In terms of implementing the actual continue 'label
, cost is effectively none: MIR already uses goto 'label
for control flow IIRC. (For printing; in memory it's a control flow graph.)
Making the continue 'label
operation unsafe
is "enough" to make it not unsound to include. But what more can we do? e.g. Cranelift's EBB model is fully correct for their SSA values.
(All code here should be treated as in an implicit unsafe
context.)
Using a label from a function that does not define it is insant UB, as it trashes the stack by jumping the call stack without actually modifying the stack:
fn outer_ub() {
let l = make_label();
continue *l;
}
fn main() {
let l = &'label;
ub(l);
'label: { }
return l;
}
fn inner_ub(l: Label) {
continue *l;
}
The UB in outer_ub
can be categorically prevented just by making the type of l
&Label
and tying it to a function-local lifetime. The UB in inner_ub
is not possible to be prevented with just current Rust's checks, and would require some extra magic to prevent label references from being passed to other functions. If we have that extra magic, then it wouldn't make sense to apply a lifetime to label references as that same magic can prevent it escaping with better error messages.
Perhaps just making the type unnameable would be enough, so long as it can't be captured into an existential.
Jumping to a label that uses a place that is not yet initialized is UB.
continue 'label;
let o = 5;
'label: { dbg!(&o); }
In a best case scenario, this accesses an uninitialized place and that's it. In a worst case scenario, this jumps over the stack pointer offset for the o
place on the stack and gets the stack pointer out of sync.
This could be prevented by disallowing taking a reference to a label that has declarations between the point of reference and the label, but doing so is overly restrictive from the actual requirement of not having any declarations (or even temporaries, potentially?) between the labelled continue
and the label it ends up jumping to.
It is UB to jump out of a scope with stack slots unless we teach the compiler to (run drop glue and) do stack deallocation before the labelled continue
(which is fully possible, and moves it away from "just" a computed goto
, but is worth mentioning here).
{
let v = vec![0, 1, 2, 3];
continue 'label;
}
'label { }
If we don't fix the stack to deallocate the v
place, then it desyncs the stack.
TL;DR: I think that the complexities of when a labelled continue would be valid means that basically none other than what is equivalent to a match
is actually sound, and we should just encourage that pattern instead and potentially make it easier (and make sure it optimizes well)
let j = compute_which_branch();
match j {
Jump::One => { .. }
Jump::Two => { .. }
Jump::Three => { .. }
Jump::Four => { .. }
Jump::Five => { .. }
}
If that match
can be implemented as a jump table rather than a series of jump-if-equal, it should be possible for the compiler to emit it, and probably should be possible for the developer to hint one way or another.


[Work to complete] Go through the data below and copy each line that includes "swatch".
•••
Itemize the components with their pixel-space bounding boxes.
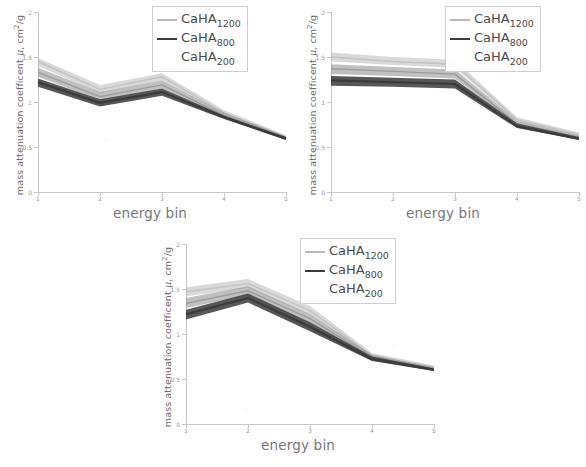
legend-item-caha1200: CaHA1200	[157, 10, 241, 29]
legend-item-caha200: CaHA200	[450, 48, 534, 67]
y-axis-tick	[327, 57, 331, 58]
y-axis-label-prefix: mass attenuation coefficent	[307, 56, 318, 195]
legend-swatch-caha200	[450, 57, 470, 59]
y-axis-label-2: mass attenuation coefficent μ, cm2/g	[306, 12, 318, 198]
legend-swatch-caha800	[157, 38, 177, 40]
y-axis-tick	[34, 12, 38, 13]
legend-label-caha1200: CaHA1200	[329, 243, 389, 261]
legend-swatch-caha1200	[450, 19, 470, 21]
x-axis-label-2: energy bin	[333, 205, 553, 221]
y-axis-tick	[34, 147, 38, 148]
y-axis-tick	[182, 334, 186, 335]
legend-item-caha1200: CaHA1200	[450, 10, 534, 29]
y-axis-tick-label: 1	[176, 331, 180, 338]
legend-swatch-caha200	[157, 57, 177, 59]
y-axis-tick-label: 1	[28, 99, 32, 106]
y-axis-tick-label: 2	[28, 9, 32, 16]
x-axis-tick-label: 3	[453, 195, 457, 202]
legend-label-caha1200: CaHA1200	[474, 11, 534, 29]
x-axis-tick-label: 5	[577, 195, 581, 202]
y-axis-tick	[182, 289, 186, 290]
x-axis-tick-label: 2	[98, 195, 102, 202]
x-axis-tick-label: 1	[184, 427, 188, 434]
legend-label-caha800: CaHA800	[181, 30, 235, 48]
y-axis-tick	[34, 57, 38, 58]
y-axis-tick	[327, 147, 331, 148]
y-axis-label-unit-post: /g	[14, 15, 25, 24]
legend-3: CaHA1200 CaHA800 CaHA200	[300, 238, 396, 304]
chart-panel-3: mass attenuation coefficent μ, cm2/g 00.…	[148, 232, 441, 467]
y-axis-label-unit-pre: , cm	[307, 29, 318, 50]
legend-item-caha1200: CaHA1200	[305, 242, 389, 261]
y-axis-tick-label: 0.5	[22, 144, 32, 151]
legend-item-caha200: CaHA200	[157, 48, 241, 67]
legend-label-caha200: CaHA200	[181, 49, 235, 67]
y-axis-tick	[182, 244, 186, 245]
y-axis-label-prefix: mass attenuation coefficent	[14, 56, 25, 195]
chart-panel-1: mass attenuation coefficent μ, cm2/g 00.…	[0, 0, 293, 235]
y-axis-tick-label: 0.5	[315, 144, 325, 151]
legend-swatch-caha200	[305, 289, 325, 291]
figure-root: { "figure": { "panel_count": 3, "series_…	[0, 0, 586, 467]
y-axis-tick	[327, 102, 331, 103]
y-axis-tick-label: 2	[176, 241, 180, 248]
y-axis-label-unit-sup: 2	[306, 24, 314, 29]
legend-item-caha800: CaHA800	[450, 29, 534, 48]
y-axis-tick	[327, 12, 331, 13]
y-axis-label-prefix: mass attenuation coefficent	[162, 288, 173, 427]
legend-label-caha800: CaHA800	[474, 30, 528, 48]
y-axis-label-unit-sup: 2	[13, 24, 21, 29]
legend-2: CaHA1200 CaHA800 CaHA200	[445, 6, 541, 72]
legend-item-caha200: CaHA200	[305, 280, 389, 299]
legend-swatch-caha800	[450, 38, 470, 40]
x-axis-tick-label: 4	[222, 195, 226, 202]
x-axis-tick-label: 2	[246, 427, 250, 434]
x-axis-tick-label: 1	[36, 195, 40, 202]
legend-swatch-caha1200	[305, 251, 325, 253]
y-axis-label-1: mass attenuation coefficent μ, cm2/g	[13, 12, 25, 198]
legend-item-caha800: CaHA800	[305, 261, 389, 280]
y-axis-tick-label: 0.5	[170, 376, 180, 383]
y-axis-tick-label: 0	[28, 189, 32, 196]
x-axis-tick-label: 3	[308, 427, 312, 434]
y-axis-tick-label: 0	[176, 421, 180, 428]
y-axis-tick-label: 1.5	[170, 286, 180, 293]
legend-label-caha200: CaHA200	[329, 281, 383, 299]
legend-label-caha800: CaHA800	[329, 262, 383, 280]
x-axis-tick-label: 2	[391, 195, 395, 202]
y-axis-label-unit-pre: , cm	[162, 261, 173, 282]
series-band-caha200	[331, 64, 579, 138]
x-axis-tick-label: 5	[284, 195, 288, 202]
y-axis-tick	[34, 102, 38, 103]
y-axis-tick-label: 0	[321, 189, 325, 196]
y-axis-tick	[182, 379, 186, 380]
x-axis-tick-label: 4	[515, 195, 519, 202]
y-axis-tick-label: 1	[321, 99, 325, 106]
x-axis-tick-label: 4	[370, 427, 374, 434]
y-axis-tick-label: 2	[321, 9, 325, 16]
legend-1: CaHA1200 CaHA800 CaHA200	[152, 6, 248, 72]
x-axis-tick-label: 3	[160, 195, 164, 202]
x-axis-label-1: energy bin	[40, 205, 260, 221]
legend-swatch-caha800	[305, 270, 325, 272]
y-axis-tick-label: 1.5	[22, 54, 32, 61]
y-axis-label-unit-post: /g	[162, 247, 173, 256]
x-axis-tick-label: 5	[432, 427, 436, 434]
series-band-caha800	[331, 76, 579, 140]
y-axis-label-unit-pre: , cm	[14, 29, 25, 50]
x-axis-tick-label: 1	[329, 195, 333, 202]
chart-panel-2: mass attenuation coefficent μ, cm2/g 00.…	[293, 0, 586, 235]
y-axis-label-unit-sup: 2	[161, 256, 169, 261]
legend-swatch-caha1200	[157, 19, 177, 21]
legend-label-caha1200: CaHA1200	[181, 11, 241, 29]
y-axis-label-3: mass attenuation coefficent μ, cm2/g	[161, 244, 173, 430]
legend-label-caha200: CaHA200	[474, 49, 528, 67]
legend-item-caha800: CaHA800	[157, 29, 241, 48]
y-axis-label-unit-post: /g	[307, 15, 318, 24]
y-axis-tick-label: 1.5	[315, 54, 325, 61]
x-axis-label-3: energy bin	[188, 437, 408, 453]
•••
[Solution below]
legend-swatch-caha200	[450, 57, 470, 59]
legend-swatch-caha800	[157, 38, 177, 40]
legend-swatch-caha1200	[450, 19, 470, 21]
legend-swatch-caha200	[157, 57, 177, 59]
legend-swatch-caha200	[305, 289, 325, 291]
legend-swatch-caha800	[450, 38, 470, 40]
legend-swatch-caha1200	[305, 251, 325, 253]
legend-swatch-caha800	[305, 270, 325, 272]
legend-swatch-caha1200	[157, 19, 177, 21]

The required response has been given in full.